Recovery · Reproductive medicine
IVF + ICSI recovery timeline
Day-by-day recovery after ivf + icsi at Class A international departments — discharge, fly-home clearance, return to work, and full activity.
Day-by-day timeline
- WhenCycle day 1–10
Stimulation
Daily gonadotrophin injections from day 2 with serial transvaginal ultrasound and oestradiol monitoring every 2–3 days. Patients remain in country or fly back for the trigger window.
- WhenCycle day 11–13
Trigger + retrieval
hCG or GnRH-agonist trigger 36 h before transvaginal oocyte retrieval under sedation. Same-day discharge after 2 h observation.
- WhenDay +3 / +5
Embryo transfer
Day-3 cleavage or day-5 blastocyst transfer based on lab grading. Single-embryo transfer is the default.
- WhenDay +9 to +12
Beta-hCG
Serum hCG drawn at the hospital; tele-result the same day.
- WhenWeek 6–7
Viability scan
Transvaginal scan to confirm intrauterine pregnancy and fetal heartbeat. Patients can scan at home if repatriated.
- WhenRepeat cycles
If unsuccessful
Most patients retain frozen embryos for FET; subsequent cycles are 30–40% cheaper than fresh and require ~7 days in country.
Red-flag symptoms
If any of the following occur post-discharge, contact the operating surgeon immediately or present to local emergency services:
- Severe pelvic pain or distension (OHSS)
- Heavy vaginal bleeding
- Fever or chills
- Sudden shortness of breath
12-month tele-follow-up
- Weekly tele-consult through 12 weeks gestation
- Embryo storage report and protocol PDF for handover to local OB
Aftercare on repatriation
OHSS risk peaks 3–9 days post-trigger; stay near a referral centre during this window. Most international patients fly home 2–3 days post-transfer with a tele-pregnancy programme.
Frequently asked
- When can I fly home after ivf + icsi?
- Most patients are cleared to fly home at day 1–3 post-procedure, with VTE prophylaxis bridged for the flight.
- When can I return to work after ivf + icsi?
- Most desk-job patients return to work at week 4–6. Manual labour requires longer — discuss with the surgeon at discharge.
- When can I resume full activity?
- Repeat cycles: Most patients retain frozen embryos for FET; subsequent cycles are 30–40% cheaper than fresh and require ~7 days in country.
- What red-flag symptoms should I watch for?
- Severe pelvic pain or distension (OHSS); Heavy vaginal bleeding; Fever or chills; Sudden shortness of breath. Contact the operating surgeon or local A&E immediately if any occur.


* TASK OBJECTIVE *
Look through the data that follows and copy each line with the string "truck".

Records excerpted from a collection

---*---

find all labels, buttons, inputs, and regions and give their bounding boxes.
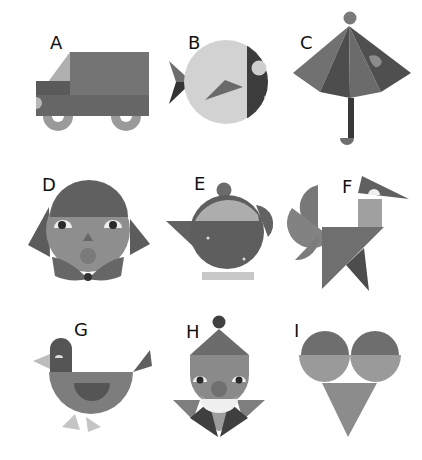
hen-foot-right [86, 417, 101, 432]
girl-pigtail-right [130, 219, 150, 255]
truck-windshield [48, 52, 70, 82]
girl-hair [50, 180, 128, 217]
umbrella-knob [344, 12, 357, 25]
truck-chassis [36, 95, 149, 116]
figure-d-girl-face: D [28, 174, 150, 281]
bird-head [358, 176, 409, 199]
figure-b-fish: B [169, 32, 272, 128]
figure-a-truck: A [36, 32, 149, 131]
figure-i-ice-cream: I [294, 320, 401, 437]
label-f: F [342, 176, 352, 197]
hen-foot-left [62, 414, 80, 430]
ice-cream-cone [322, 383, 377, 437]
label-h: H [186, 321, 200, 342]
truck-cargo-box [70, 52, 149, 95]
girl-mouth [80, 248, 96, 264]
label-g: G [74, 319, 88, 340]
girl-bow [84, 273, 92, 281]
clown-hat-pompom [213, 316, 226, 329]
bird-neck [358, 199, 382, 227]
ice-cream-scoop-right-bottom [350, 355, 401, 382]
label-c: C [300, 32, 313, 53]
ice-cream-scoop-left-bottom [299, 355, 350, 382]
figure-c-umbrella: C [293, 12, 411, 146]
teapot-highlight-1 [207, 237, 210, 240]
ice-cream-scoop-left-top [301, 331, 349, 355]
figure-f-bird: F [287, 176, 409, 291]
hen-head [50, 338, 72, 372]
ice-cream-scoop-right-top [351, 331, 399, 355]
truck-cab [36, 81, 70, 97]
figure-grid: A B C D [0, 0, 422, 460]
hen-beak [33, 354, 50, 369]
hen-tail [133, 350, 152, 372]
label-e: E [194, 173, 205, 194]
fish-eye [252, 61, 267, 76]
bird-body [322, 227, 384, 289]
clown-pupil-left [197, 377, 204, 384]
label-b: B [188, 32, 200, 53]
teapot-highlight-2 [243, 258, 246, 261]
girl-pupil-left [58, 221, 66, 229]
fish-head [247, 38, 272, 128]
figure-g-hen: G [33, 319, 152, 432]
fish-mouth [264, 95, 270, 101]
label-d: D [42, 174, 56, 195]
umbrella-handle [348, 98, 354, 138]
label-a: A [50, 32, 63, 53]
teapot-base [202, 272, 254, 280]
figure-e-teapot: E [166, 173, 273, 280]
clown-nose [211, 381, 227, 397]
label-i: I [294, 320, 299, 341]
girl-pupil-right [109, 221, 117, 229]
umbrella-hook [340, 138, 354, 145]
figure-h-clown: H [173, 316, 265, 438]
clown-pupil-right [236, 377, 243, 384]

---*---

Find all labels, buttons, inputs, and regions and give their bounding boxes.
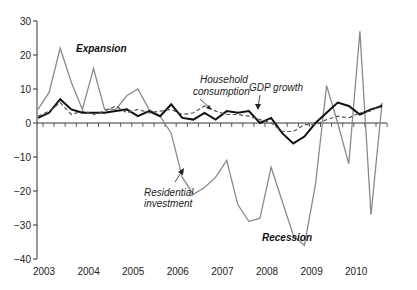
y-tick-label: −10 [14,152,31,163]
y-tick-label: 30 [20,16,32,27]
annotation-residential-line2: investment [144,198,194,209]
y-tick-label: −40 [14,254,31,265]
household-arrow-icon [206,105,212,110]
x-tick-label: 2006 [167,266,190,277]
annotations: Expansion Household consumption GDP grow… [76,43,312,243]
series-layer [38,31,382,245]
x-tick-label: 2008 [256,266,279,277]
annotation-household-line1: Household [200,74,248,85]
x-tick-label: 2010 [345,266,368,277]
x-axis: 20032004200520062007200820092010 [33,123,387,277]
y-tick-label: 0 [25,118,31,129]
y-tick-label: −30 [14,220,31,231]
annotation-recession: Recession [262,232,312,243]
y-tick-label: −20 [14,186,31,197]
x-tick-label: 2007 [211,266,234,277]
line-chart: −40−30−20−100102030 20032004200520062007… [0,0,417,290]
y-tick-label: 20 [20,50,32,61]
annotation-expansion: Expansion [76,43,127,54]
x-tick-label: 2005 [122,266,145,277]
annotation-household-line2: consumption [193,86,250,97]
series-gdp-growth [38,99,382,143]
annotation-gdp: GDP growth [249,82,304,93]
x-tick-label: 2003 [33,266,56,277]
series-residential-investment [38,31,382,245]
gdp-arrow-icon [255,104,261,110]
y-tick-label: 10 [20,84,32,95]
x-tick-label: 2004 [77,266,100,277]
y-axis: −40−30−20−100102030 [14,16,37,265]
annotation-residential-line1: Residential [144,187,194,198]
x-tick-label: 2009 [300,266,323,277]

---*---

* FINAL ANSWER *
truck-windshield [48, 52, 70, 82]
truck-chassis [36, 95, 149, 116]
figure-a-truck: A [36, 32, 149, 131]
truck-cargo-box [70, 52, 149, 95]
truck-cab [36, 81, 70, 97]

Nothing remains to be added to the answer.